Apply Gaussian blur filters to images locally in the browser. Adjust blur radius parameters visually.
Image blurring is a fundamental image processing operation with applications spanning photography effects, privacy protection, computer vision preprocessing, and graphic design. Blurring works by replacing each pixel's color value with a weighted average of surrounding pixels — smoothing sharp transitions and reducing high-frequency detail. Different blur algorithms produce distinct visual characteristics suitable for different use cases.
This browser-based blur tool applies blur effects directly in your browser using the Canvas 2D API and custom convolution kernels. No image data is uploaded to any server — your photos remain entirely on your device throughout processing. Adjust blur strength and type in real time, then download the processed image in your preferred format.
Gaussian blur uses a bell-curve (Gaussian) weighted kernel where pixels closer to the center contribute more than distant pixels. It produces the most natural-looking smooth blur, closely mimicking the defocusing effect of optical lens systems. Gaussian blur is separable — it can be applied as two one-dimensional passes (horizontal then vertical) which is computationally efficient for large kernels.
Box blur averages all pixels within a square window equally, without distance weighting. It is faster than Gaussian blur but produces visible artifacts on strong edges and incorrect optical aesthetics. Motion blur (linear directional blur) simulates camera or subject movement by averaging pixels along a directional vector, creating the streaking effect seen in long-exposure photography or fast-moving subjects captured at slow shutter speeds.
Privacy-protective image redaction uses selective blurring to obscure personally identifiable information (PII) in photographs before publication. Faces, license plates, street addresses, and government ID numbers in photos must be obscured when publishing content under GDPR, CCPA, or similar privacy regulations. Blurring is preferred over black-box redaction because it preserves the visual context of the image while rendering the specific information unreadable.
For privacy redaction, use strong Gaussian blur (radius ≥ 20px) or pixelation rather than light blurring, as light blur may be reversible through super-resolution AI upscaling. The browser-based processing model of this tool is particularly appropriate for privacy applications — sensitive face images never traverse the network to external processing servers, eliminating network interception risks.
Gaussian blur weights pixels by a bell-curve function — pixels near the center contribute more to the average, producing a natural smooth result that mimics optical lens defocus. Box blur weights all pixels in the window equally, making it faster but producing slightly artificial-looking results with artifacts near strong edges. For artistic work, Gaussian is preferred; for pure speed, box blur works.
For reliable privacy protection, use a Gaussian blur with radius of at least 20-30 pixels on a standard resolution face. Be aware that AI-powered super-resolution algorithms can sometimes partially reverse light blur. For guaranteed anonymization, use strong blur (50+ pixels) or replace the region with solid color/pixelation rather than blur.
Mathematically, blur is a lossy convolution operation — information is permanently lost. However, AI-powered deblurring algorithms can partially reconstruct blurred content for light blurs. For privacy redaction, this means light blur is not cryptographically secure. Strong blur (very large kernel) or pixelation is more robust against AI deblurring attempts.
No. This browser-based tool processes a copy of your image in browser memory using the Canvas API. Your original file is not modified in any way. The output is a newly generated image that you download separately. Close the tab or refresh to discard the processed version.
Upload JPEG, PNG, WebP, GIF, and BMP images. Download the blurred result as JPEG (best for photographs, smaller file size) or PNG (lossless, best for graphics with transparency). Blurring typically reduces file size because blur destroys high-frequency detail that compression algorithms struggle to encode efficiently.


:: Aim of the exercise ::
Locate the string "screenshot" in the listing below. Copy every line where it is found.
++++++++
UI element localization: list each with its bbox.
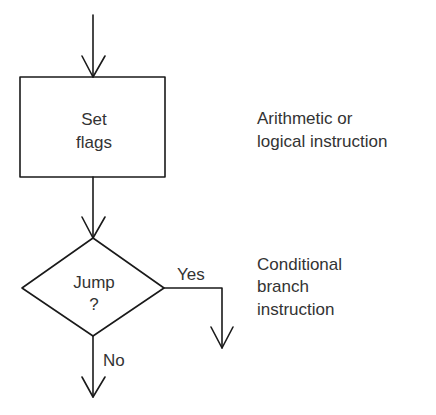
annotation-conditional-line1: Conditional <box>257 255 342 274</box>
annotation-arithmetic-line1: Arithmetic or <box>257 109 353 128</box>
yes-branch-line <box>164 288 222 348</box>
annotation-arithmetic-line2: logical instruction <box>257 132 387 151</box>
set-flags-label-line1: Set <box>81 110 107 129</box>
jump-label-line2: ? <box>89 295 98 314</box>
annotation-conditional-line3: instruction <box>257 300 334 319</box>
set-flags-label-line2: flags <box>76 133 112 152</box>
no-edge-label: No <box>103 351 125 370</box>
annotation-conditional-line2: branch <box>257 277 309 296</box>
yes-edge-label: Yes <box>177 265 205 284</box>
flowchart-canvas: Set flags Jump ? Yes No Arithmetic or lo… <box>0 0 436 415</box>
jump-label-line1: Jump <box>73 273 115 292</box>
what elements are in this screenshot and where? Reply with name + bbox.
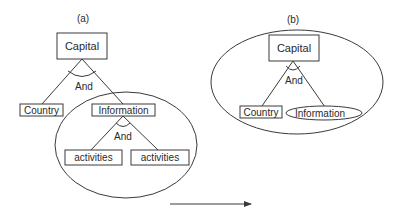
panel-a-caption: (a) (77, 13, 89, 24)
and-label-b: And (285, 75, 303, 86)
panel-a: (a) And Capital Country And Information (20, 13, 197, 199)
node-information-label: Information (98, 105, 148, 116)
node-capital-label: Capital (65, 40, 99, 52)
and-label-information: And (114, 131, 132, 142)
and-label-root: And (75, 81, 93, 92)
node-country: Country (20, 104, 63, 116)
node-activities-1: activities (65, 150, 122, 165)
node-b-capital: Capital (269, 35, 319, 61)
panel-b: (b) And Capital Country Information (211, 14, 383, 135)
and-arc-root (68, 71, 96, 77)
node-activities-1-label: activities (74, 152, 112, 163)
panel-b-caption: (b) (287, 14, 299, 25)
node-activities-2: activities (131, 150, 189, 165)
node-capital: Capital (57, 33, 107, 59)
node-b-capital-label: Capital (277, 42, 311, 54)
node-b-information-label: Information (295, 108, 345, 119)
node-information: Information (92, 104, 155, 116)
node-activities-2-label: activities (141, 152, 179, 163)
node-country-label: Country (24, 105, 59, 116)
node-b-country-label: Country (243, 107, 278, 118)
and-arc-information (116, 123, 130, 127)
node-b-information: Information (286, 106, 362, 120)
diagram-canvas: (a) And Capital Country And Information (0, 0, 400, 218)
node-b-country: Country (240, 106, 282, 118)
and-arc-b (286, 66, 300, 70)
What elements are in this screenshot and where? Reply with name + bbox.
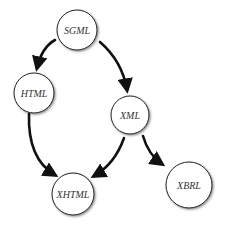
++++++++
:: Task solution ::
what elements are in this screenshot and where? Reply with name + bbox.
What elements are in this screenshot and where? Reply with name + bbox.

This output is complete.